They knew about the shootout in Mattapan back in the 90’s, where four trigger happy micks who’d robbed an armored car and killed the guards under the nose of the Winter Hill outfit had been left bleeding in the gutters and how Terry Dunne started driving a Lincoln after that. Everybody knew who put the body of the wiseguy in the shipping container at Conley’s yard; the one that rotted in there all summer, froze, and blew up in the spring, so the cops had to pour what was left through a colander to find the bullet.

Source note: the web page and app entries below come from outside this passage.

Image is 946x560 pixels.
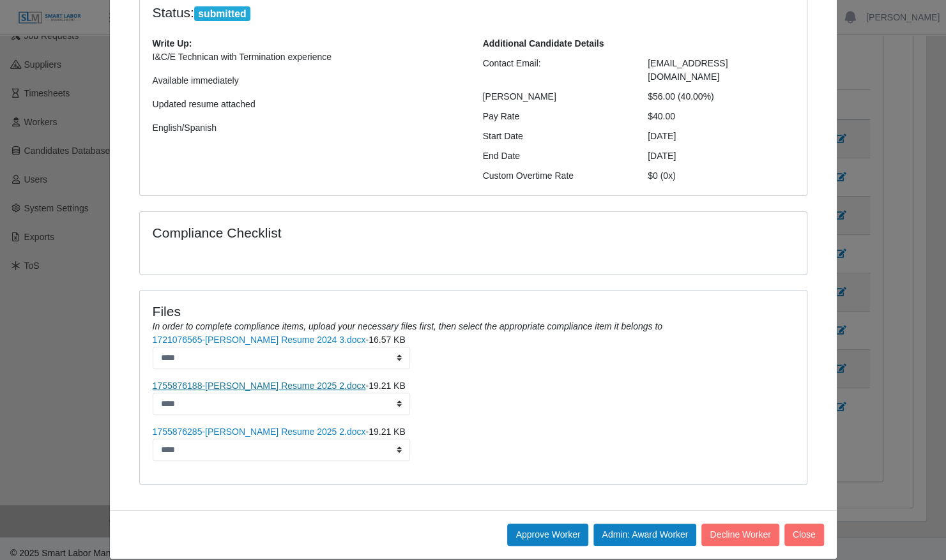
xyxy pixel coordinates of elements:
[153,381,366,391] a: 1755876188-[PERSON_NAME] Resume 2025 2.docx
[153,225,574,241] h4: Compliance Checklist
[701,523,779,546] button: Decline Worker
[153,425,794,461] li: -
[473,110,639,123] div: Pay Rate
[153,39,192,48] b: Write Up:
[153,379,794,415] li: -
[638,90,803,103] div: $56.00 (40.00%)
[153,50,464,64] p: I&C/E Technican with Termination experience
[647,170,676,180] span: $0 (0x)
[483,39,604,48] b: Additional Candidate Details
[507,523,589,546] button: Approve Worker
[593,523,697,546] button: Admin: Award Worker
[153,427,366,436] a: 1755876285-[PERSON_NAME] Resume 2025 2.docx
[473,57,639,84] div: Contact Email:
[153,74,464,88] p: Available immediately
[369,381,405,391] span: 19.21 KB
[638,110,803,123] div: $40.00
[153,121,464,135] p: English/Spanish
[473,149,639,162] div: End Date
[369,427,405,436] span: 19.21 KB
[153,97,464,111] p: Updated resume attached
[473,169,639,182] div: Custom Overtime Rate
[153,5,629,22] h4: Status:
[473,90,639,103] div: [PERSON_NAME]
[153,333,794,369] li: -
[647,59,728,82] span: [EMAIL_ADDRESS][DOMAIN_NAME]
[638,129,803,143] div: [DATE]
[647,151,676,161] span: [DATE]
[369,334,405,345] span: 16.57 KB
[153,303,794,319] h4: Files
[194,7,250,22] span: submitted
[153,321,662,331] i: In order to complete compliance items, upload your necessary files first, then select the appropr...
[153,334,366,345] a: 1721076565-[PERSON_NAME] Resume 2024 3.docx
[784,523,824,546] button: Close
[473,129,639,143] div: Start Date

southbayThey knew how Pat Lonnigan, who’d stuck up a Cumbie’s just to get pinched so he wouldn’t have to pay all the horse money he owed Mickey O’Callahan, had somehow rolled out of the top bunk in the cell he shared with Terry at South Bay and busted his head wide open on the floor in the middle of the night. Everybody knew about the Jamaican nurse that had moved into Terry’s ma’s place that week and took care of her till they carried her out.

“If you’re gonna preach to me now….”

“I wouldn’t Terry,” Father Mike said. “Bless you, I wouldn’t. But somebody’s got to put a stop to this.”

Terry shifted in his seat.

fleshlikesmoke

Art by Neil Smith

Art by Neil Smith

The Muttwhelp In Blackguards/Blacklist Out Today from Ragnarok

Out today in e-formats from Ragnarok Publications, publisher of my forthcoming novella collection With Sword And Pistol this August, is Blackguards, a dark fantasy fiction anthology centered around the exploits of rogues, assassins, and general do-badders.

The book features –

CAROL BERG, “Seeds”
RICHARD LEE BYERS, “Troll Trouble”
DAVID DALGLISH, “Take You Home”
JAMES ENGE, “Thieves at the Gate”
JOHN GWYNNE, “Better to Live than to Die”
LIAN HEARN, “His Kikuta Hands”
SNORRI KRISTJANSSON, “A Kingdom and a Horse”
JOSEPH LALLO, “Seeking the Shadow”
MARK LAWRENCE, “The Secret”
TIM MARQUITZ, “A Taste of Agony”
PETER ORULLIAN, “A Length of Cherrywood”
CAT RAMBO, “The Subtler Art”
LAURA RESNICK, “Friendship”
MARK SMYLIE, “Manhunt”
KENNY SOWARD, “Jancy’s Justice”
SHAWN SPEAKMAN, “The White Rose Thief”
JON SPRUNK, “Sun and Steel”
ANTON STROUT, “Scream”
MICHAEL J. SULLIVAN, “Professional Integrity”
DJANGO WEXLER, “The First Kill”
ANTHONY RYAN, “The Lord Collector”
PAUL S. KEMP, “A Better Man”
JAMES A. MOORE, “What Gods Demand”
JEAN RABE, “Mainon”
BRADLEY P. BEAULIEU, “Irindai”
S.R. CAMBRIDGE, “”The Magus and the Betyar”
CLAY SANGER, “The Long Kiss”

It features an introduction by Glen Cook, author of the infamous Black Company.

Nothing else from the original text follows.